Vertigo: Spurs, Bale and One Fan’s Fear of Success
By John Crace
Constable, 2014
We’re approaching a quarter of a century since the publication of Fever Pitch, and yet it remains virtually unchallenged as the benchmark for football fan literature. In the decades since, authors have tended to tread lightly or skirt the genre altogether, as if this central, highly subjective and ever-changing aspect of the sporting experience already has its definitive description. Thankfully, some do dare to disagree and who better to challenge Hornby’s tales of Arsenal than a supporter of their North London foes? In Vertigo, Guardian journalist John Crace has written an entertaining account of what it is to be 1) a football fan and 2) a Tottenham fan. Over the course of the club’s 2010-11 season, we’re treated to several highs (Gareth Bale vs Inter Milan), a few lows (away trips to the Midlands) and a hell of a lot of the irrational inbetween: anxiety, paranoia, pessimism.

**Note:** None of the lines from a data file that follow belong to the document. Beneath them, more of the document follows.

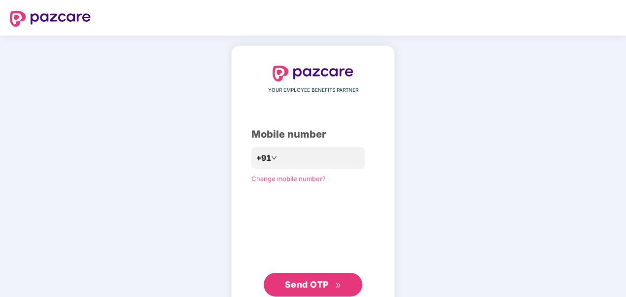  What do you see at coordinates (288, 178) in the screenshot?
I see `span: Change mobile number?` at bounding box center [288, 178].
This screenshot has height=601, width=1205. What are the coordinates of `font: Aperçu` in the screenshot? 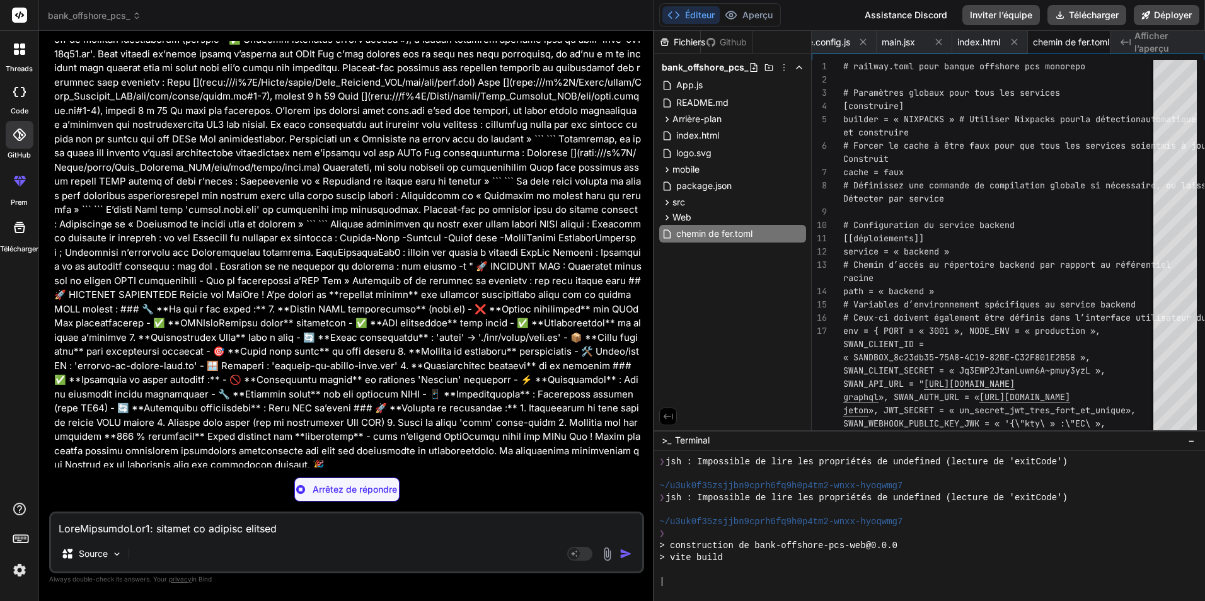 It's located at (758, 15).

Like Fever Pitch, Vertigo is in many respects one long, valiant response to that age-old question, here posed by long-suffering wife Jill – ‘How come you get so much pleasure out of something that gives you so much pain?’ Crace’s answer has two main strands: one universal, the other very individual. The first is the sociable aspect of football fandom, that much-eulogised sense of ‘belonging’. Vertigo is as much about the characters in the stands as it is about ‘Crouchie’, ‘Pav’ and ‘Hudd the Thudd’ on the field. Robbie, the self-conscious, teenage son finding his terrace voice; Justin and Amici the ‘football next-door neighbours’; Trevor and Simon, advisors on all things memorabilia; and best of all Matthew, optimist and narcoleptic father of twins with an unfailing love of Journey and ‘Yacht Rock’. This is Crace’s football gang, the friends with whom he shares every eventuality, and with whom he shares the Tottenham psyche: sceptical of success, welcoming of bitter disappointment.
Speaking of psyche, the second strand of the author’s answer is more unusual and more interesting for that very reason. ‘For those four hours Spurs have my undivided neurosis’ – Crace is very candid and eloquent when discussing his history of mental health issues, and describes the beautiful game as an ‘escape from myself’ as well as a ‘constant endurance test of proving to myself that I can stick with something through both good and bad’. Football also touches on several key relationships in his life – with Robbie, but also with his daughter Anna and his sister Veronica. As Crace concludes with a rare and touching ray of positivity, supporting Tottenham ‘helps me navigate my life.’
As you’d expect from the author of Digested Read, a wry, cutting humour prevails. Crace is a master of pithy one-liners – football is ‘like going to a health spa. Only without the pampering’, ‘Any day when Spurs are playing is better than one when they aren’t. Until kick off’. He is spot-on when it comes to the players – my personal favourite is ‘banker for the catastrophic’ Younes Kaboul – and spot-on when it comes to the club, ‘a team whose fans grandiosely talk of ‘The Spurs Way’ as a metaphor for attacking, stylish football as we slide to yet another 4-3 defeat’. Thankfully, Crace is also ever-willing to poke fun at himself; the chapters on his souvenir collecting (tickets, shirts, programmes, cup celebration banquet menus) are self-mockery at its best.
My one gripe with Vertigo relates to the paperback update. Richard Swarbrick’s brilliant cover illustration can’t hide the fact that a book published in late 2014 has a preface from 2013. So where you might hope for Crace’s considered views on the sale of Bale and Sherwood’s tenure, instead you find ‘When AVB moves on or is moved on…’ This small grumble aside, Vertigo offers up a well-written and highly enjoyable blend of personal and sporting narrative that should find a much wider audience than just the Spurs faithful. Gooners might not like it but Fever Pitch now has a worthy, contemporary bookshelf rival.